University of California, Davis: Researchers Find Hybrid Metabolism in Fermented Food Microbe
Lactic acid bacteria are essential in creating fermented foods like yogurt, cheese and sauerkraut. Certain strains are also used as probiotics to improve human gut health.
Researchers at the University of California, Davis, and Rice University have discovered that lactic acid bacteria use a previously unknown energy metabolism, which radically changes the scientific understanding of how these bacteria may thrive in their natural environments.
Researchers found the species Lactiplantibacillus plantarum uses a hybrid metabolism, which combines features of respiration with fermentation.

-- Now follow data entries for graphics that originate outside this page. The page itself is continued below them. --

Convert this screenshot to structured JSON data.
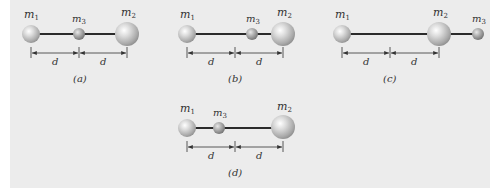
{
  "figure": {
    "background": "#ececec",
    "rod_color": "#2b2b2b",
    "sphere_color": "#b8b8b8",
    "panels": [
      {
        "id": "a",
        "caption": "(a)",
        "distance_label_left": "d",
        "distance_label_right": "d",
        "masses": [
          {
            "name": "m",
            "sub": "1",
            "position": "left"
          },
          {
            "name": "m",
            "sub": "3",
            "position": "middle"
          },
          {
            "name": "m",
            "sub": "2",
            "position": "right"
          }
        ]
      },
      {
        "id": "b",
        "caption": "(b)",
        "distance_label_left": "d",
        "distance_label_right": "d",
        "masses": [
          {
            "name": "m",
            "sub": "1",
            "position": "left"
          },
          {
            "name": "m",
            "sub": "3",
            "position": "between middle and m2"
          },
          {
            "name": "m",
            "sub": "2",
            "position": "right"
          }
        ]
      },
      {
        "id": "c",
        "caption": "(c)",
        "distance_label_left": "d",
        "distance_label_right": "d",
        "masses": [
          {
            "name": "m",
            "sub": "1",
            "position": "left"
          },
          {
            "name": "m",
            "sub": "2",
            "position": "right of center"
          },
          {
            "name": "m",
            "sub": "3",
            "position": "outside, right of m2"
          }
        ]
      },
      {
        "id": "d",
        "caption": "(d)",
        "distance_label_left": "d",
        "distance_label_right": "d",
        "masses": [
          {
            "name": "m",
            "sub": "1",
            "position": "left"
          },
          {
            "name": "m",
            "sub": "3",
            "position": "between m1 and middle"
          },
          {
            "name": "m",
            "sub": "2",
            "position": "right"
          }
        ]
      }
    ]
  }
}
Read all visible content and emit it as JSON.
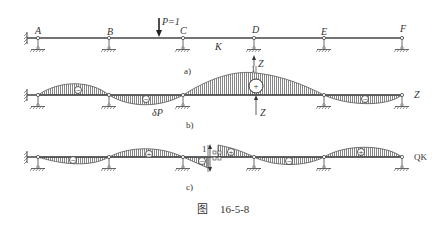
{
  "figure": {
    "caption_prefix": "图",
    "caption_number": "16-5-8"
  },
  "panel_a": {
    "sublabel": "a)",
    "load_label": "P=1",
    "section_label": "K",
    "support_labels": [
      "A",
      "B",
      "C",
      "D",
      "E",
      "F"
    ],
    "reaction_label": "Z"
  },
  "panel_b": {
    "sublabel": "b)",
    "deflection_label": "δP",
    "end_label": "Z",
    "unit_label": "1",
    "reaction_label": "Z",
    "region_signs": [
      "−",
      "−",
      "+",
      "−"
    ]
  },
  "panel_c": {
    "sublabel": "c)",
    "end_label": "QK",
    "unit_label": "1",
    "region_signs": [
      "−",
      "+",
      "−",
      "+",
      "−",
      "+"
    ]
  }
}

“Using this blended metabolism, lactic acid bacteria like L. plantarum grow better and do a faster job acidifying its environment,” said co-corresponding author Maria Marco, a professor in the food science and technology department with the UC Davis College of Agricultural and Environmental Sciences.
The findings, published in the journal eLIFE, could lead to new technologies that use lactic acid bacteria to produce healthier and tastier fermented foods and beverages in ways which also minimize food waste. Manipulating this metabolism could change the flavor and texture of fermented foods.

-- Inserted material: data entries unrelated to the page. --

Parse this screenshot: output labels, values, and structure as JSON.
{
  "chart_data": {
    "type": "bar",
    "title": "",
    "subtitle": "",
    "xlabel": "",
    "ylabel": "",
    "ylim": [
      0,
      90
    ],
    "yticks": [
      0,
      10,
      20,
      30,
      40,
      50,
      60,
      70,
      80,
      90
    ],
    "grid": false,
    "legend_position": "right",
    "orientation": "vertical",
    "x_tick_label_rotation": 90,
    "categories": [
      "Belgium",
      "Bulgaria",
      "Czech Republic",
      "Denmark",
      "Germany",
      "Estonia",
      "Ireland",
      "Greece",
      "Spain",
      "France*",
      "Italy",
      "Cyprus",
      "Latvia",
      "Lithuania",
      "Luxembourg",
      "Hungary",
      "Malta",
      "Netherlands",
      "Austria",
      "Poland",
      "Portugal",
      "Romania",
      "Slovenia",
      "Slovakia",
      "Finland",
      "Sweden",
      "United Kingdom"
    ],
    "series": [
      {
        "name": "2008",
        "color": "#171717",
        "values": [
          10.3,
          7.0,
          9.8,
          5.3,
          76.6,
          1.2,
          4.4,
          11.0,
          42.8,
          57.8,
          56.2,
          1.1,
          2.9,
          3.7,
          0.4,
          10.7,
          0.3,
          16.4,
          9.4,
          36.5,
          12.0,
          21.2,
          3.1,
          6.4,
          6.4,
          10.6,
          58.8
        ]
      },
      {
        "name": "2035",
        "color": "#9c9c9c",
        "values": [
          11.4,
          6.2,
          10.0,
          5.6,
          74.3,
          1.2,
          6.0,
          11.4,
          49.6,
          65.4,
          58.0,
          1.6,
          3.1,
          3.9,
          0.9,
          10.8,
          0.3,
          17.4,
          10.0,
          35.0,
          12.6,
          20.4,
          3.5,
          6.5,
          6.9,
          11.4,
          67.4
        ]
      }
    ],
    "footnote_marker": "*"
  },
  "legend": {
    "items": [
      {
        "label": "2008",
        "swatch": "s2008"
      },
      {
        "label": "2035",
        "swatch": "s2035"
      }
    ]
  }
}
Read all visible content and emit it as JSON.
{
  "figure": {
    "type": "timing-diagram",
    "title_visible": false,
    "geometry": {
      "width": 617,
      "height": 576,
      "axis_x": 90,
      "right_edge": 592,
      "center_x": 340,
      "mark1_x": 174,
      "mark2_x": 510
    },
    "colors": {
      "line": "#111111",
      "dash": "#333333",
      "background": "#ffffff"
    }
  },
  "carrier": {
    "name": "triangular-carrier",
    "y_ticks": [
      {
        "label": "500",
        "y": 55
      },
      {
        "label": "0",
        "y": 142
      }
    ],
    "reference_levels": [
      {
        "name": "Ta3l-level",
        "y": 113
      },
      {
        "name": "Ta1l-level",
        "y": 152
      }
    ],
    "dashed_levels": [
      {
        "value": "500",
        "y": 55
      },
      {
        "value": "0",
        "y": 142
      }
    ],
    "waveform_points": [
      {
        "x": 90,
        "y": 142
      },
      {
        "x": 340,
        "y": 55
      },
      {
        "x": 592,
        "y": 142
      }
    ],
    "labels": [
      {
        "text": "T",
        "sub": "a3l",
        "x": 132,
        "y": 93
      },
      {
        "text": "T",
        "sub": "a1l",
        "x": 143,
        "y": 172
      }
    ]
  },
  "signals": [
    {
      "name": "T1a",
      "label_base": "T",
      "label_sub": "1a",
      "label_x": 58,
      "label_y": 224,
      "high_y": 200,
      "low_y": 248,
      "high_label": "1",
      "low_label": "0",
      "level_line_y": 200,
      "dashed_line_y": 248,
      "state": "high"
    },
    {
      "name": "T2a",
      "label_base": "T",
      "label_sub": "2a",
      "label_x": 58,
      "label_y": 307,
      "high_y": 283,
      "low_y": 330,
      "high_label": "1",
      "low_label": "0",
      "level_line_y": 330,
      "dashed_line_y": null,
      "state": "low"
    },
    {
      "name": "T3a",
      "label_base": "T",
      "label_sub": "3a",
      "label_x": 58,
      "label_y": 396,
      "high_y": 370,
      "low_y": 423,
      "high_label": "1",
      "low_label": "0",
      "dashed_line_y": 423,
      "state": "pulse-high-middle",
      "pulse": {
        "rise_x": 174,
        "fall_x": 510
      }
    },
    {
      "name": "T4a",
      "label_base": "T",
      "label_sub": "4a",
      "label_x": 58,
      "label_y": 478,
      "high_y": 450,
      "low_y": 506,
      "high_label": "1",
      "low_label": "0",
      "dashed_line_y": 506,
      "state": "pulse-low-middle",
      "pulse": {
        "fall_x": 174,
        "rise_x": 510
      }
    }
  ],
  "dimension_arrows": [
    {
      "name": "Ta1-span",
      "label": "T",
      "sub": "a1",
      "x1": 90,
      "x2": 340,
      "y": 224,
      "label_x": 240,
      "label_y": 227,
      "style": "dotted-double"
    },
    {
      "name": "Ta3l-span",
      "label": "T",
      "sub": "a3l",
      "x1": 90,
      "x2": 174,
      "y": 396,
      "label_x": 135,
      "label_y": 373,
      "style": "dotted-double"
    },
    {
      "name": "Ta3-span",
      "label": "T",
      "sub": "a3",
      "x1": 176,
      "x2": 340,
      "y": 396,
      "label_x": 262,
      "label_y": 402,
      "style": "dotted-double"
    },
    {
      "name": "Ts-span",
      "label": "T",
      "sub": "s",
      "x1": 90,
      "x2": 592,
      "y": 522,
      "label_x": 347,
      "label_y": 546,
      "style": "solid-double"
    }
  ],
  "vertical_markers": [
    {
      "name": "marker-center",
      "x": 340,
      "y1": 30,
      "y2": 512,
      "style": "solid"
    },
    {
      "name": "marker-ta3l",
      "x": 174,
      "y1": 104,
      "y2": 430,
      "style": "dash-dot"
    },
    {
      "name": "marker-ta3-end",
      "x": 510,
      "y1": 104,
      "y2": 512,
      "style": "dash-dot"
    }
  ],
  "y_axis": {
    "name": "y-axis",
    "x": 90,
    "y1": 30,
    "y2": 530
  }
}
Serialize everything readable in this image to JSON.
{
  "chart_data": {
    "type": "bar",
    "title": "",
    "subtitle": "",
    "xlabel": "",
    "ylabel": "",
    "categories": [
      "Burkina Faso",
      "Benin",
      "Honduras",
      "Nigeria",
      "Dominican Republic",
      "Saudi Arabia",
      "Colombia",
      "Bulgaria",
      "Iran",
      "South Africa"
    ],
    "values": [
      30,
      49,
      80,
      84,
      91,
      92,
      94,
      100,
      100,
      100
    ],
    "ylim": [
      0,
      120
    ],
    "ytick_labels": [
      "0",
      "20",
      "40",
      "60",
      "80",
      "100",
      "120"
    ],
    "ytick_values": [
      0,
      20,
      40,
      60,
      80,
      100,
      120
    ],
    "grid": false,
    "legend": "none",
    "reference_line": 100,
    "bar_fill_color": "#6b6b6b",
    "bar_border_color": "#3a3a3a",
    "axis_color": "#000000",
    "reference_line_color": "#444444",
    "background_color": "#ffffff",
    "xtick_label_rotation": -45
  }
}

“We may also find that this blended metabolism has benefits in other habitats, such as the digestive tract,” Marco said. “The ability to manipulate it could improve gut health.”
A puzzling beginning
The study began with a puzzle. Unlike fermentation, respiration requires an external molecule that can accept electrons, like oxygen in aerobic respiration. Some microorganisms that mainly gain energy by respiration can use electron acceptors located outside the cell. This ability, called extracellular electron transfer, has been tied to specific genes. A newly identified set of extracellular electron transfer genes were found throughout lactic acid bacteria, which use fermentation metabolism for energy conservation and growth.
“It was like finding the metabolic genes for a snake in a whale,” said co-corresponding author Caroline Ajo-Franklin, a bioscientist with Rice University. “It didn’t make a lot of sense, and we thought, ‘We’ve got to figure this out.’”

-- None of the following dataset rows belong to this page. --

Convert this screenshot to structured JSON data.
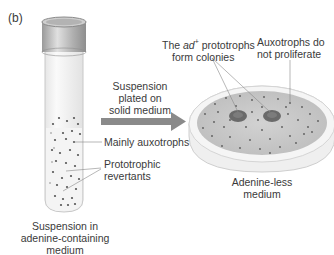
{
  "panel_label": "(b)",
  "tube": {
    "caption_line1": "Suspension in",
    "caption_line2": "adenine-containing",
    "caption_line3": "medium",
    "label_auxotrophs": "Mainly auxotrophs",
    "label_revertants_line1": "Prototrophic",
    "label_revertants_line2": "revertants"
  },
  "arrow": {
    "line1": "Suspension",
    "line2": "plated on",
    "line3": "solid medium"
  },
  "plate": {
    "label_colonies_prefix": "The ",
    "label_colonies_italic": "ad",
    "label_colonies_sup": "+",
    "label_colonies_rest": " prototrophs",
    "label_colonies_line2": "form colonies",
    "label_auxo_line1": "Auxotrophs do",
    "label_auxo_line2": "not proliferate",
    "caption_line1": "Adenine-less",
    "caption_line2": "medium"
  },
  "colors": {
    "arrow": "#8a8a8a",
    "cap": "#a9a9a9",
    "plate_medium": "#c9c9c9",
    "colony": "#6a6a6a",
    "dot": "#555555"
  }
}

The common bacteria they studied, L. plantarum, depends predominantly on fermentation. “But when we put them under particular circumstances where we’re providing them with a carbon source that makes it harder to make lactate, the main end-product made during fermentation, they’ve got to do some workarounds. That’s when the new metabolism kicks in,” Ajo-Franklin said.
According to Marco, “This blended metabolism allows L. plantarum to overcome major bottlenecks in growth by allowing the bacteria to send electrons outside of the cell.”
The research team showed how showed how L. plantarum uses this metabolism to change its environment in a food fermentation. Triggering this pathway with electrodes also offers many possibilities for fine-tuning food fermentations to change how they taste.